The firing for a corrupt purpose—to obstruct a pending judicial proceeding—would seem to fit the elements of the crime of obstruction of justice.

There are other obstruction statutes that can be referenced, including interfering with a Congressional investigation or a proceeding before a Department or Agency of the federal government, but it is generally conceded that an FBI investigation alone does not satisfy the requirement of a pending proceeding.

You need a grand jury generally speaking.

All of this is not to say that the crime of obstruction of justice needs to be proven to have an impeachment under the Constitution. Article 2, Section 4 requires treason, or “high Crimes and Misdemeanors,” a term that generally refers to abuses of office—that is, political matters. Thus, an obstruction of justice that doesn’t fall within the technical terms of the law can still be the basis for impeachment.

The first article of impeachment against Richard Nixon was that he used “the powers of his high office,” to engage in “a course of conduct or plan designed to delay, impede, and obstruct the investigation of such illegal entry; to cover up, conceal and protect those responsible; and to conceal the existence and scope of other unlawful covert activities.” There was no need to cite the obstruction of justice statute, as that was not the standard for impeachment.

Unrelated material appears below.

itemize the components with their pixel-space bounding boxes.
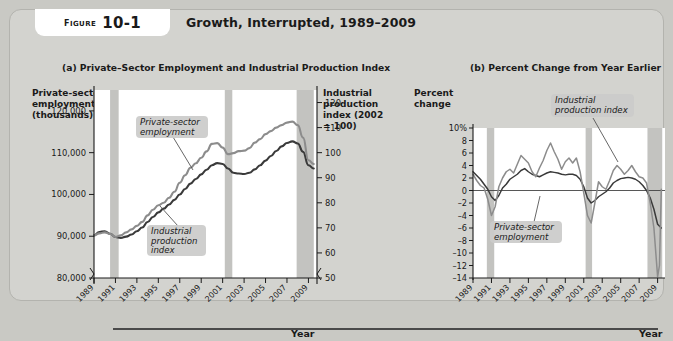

Any way you look at it, President Trump’s actions, if Director Comey is to be believed, probably rise to the level of obstruction of justice when seen as a continuing course of conduct, and certainly fit the precedent set in the Nixon impeachment inquiry as “high Crimes and Misdemeanors.”

James Robenalt lectures with John Dean on Watergate and legal ethics. watergatecle.com. He is also the author of three books, the latest January 1973, Watergate, Roe v. Wade, Vietnam, and the Month That Changed America Forever. january1973.com. He is a contributing author to The Presidents and the Constitution, A Living History (New York University Press, Gormely, ed.)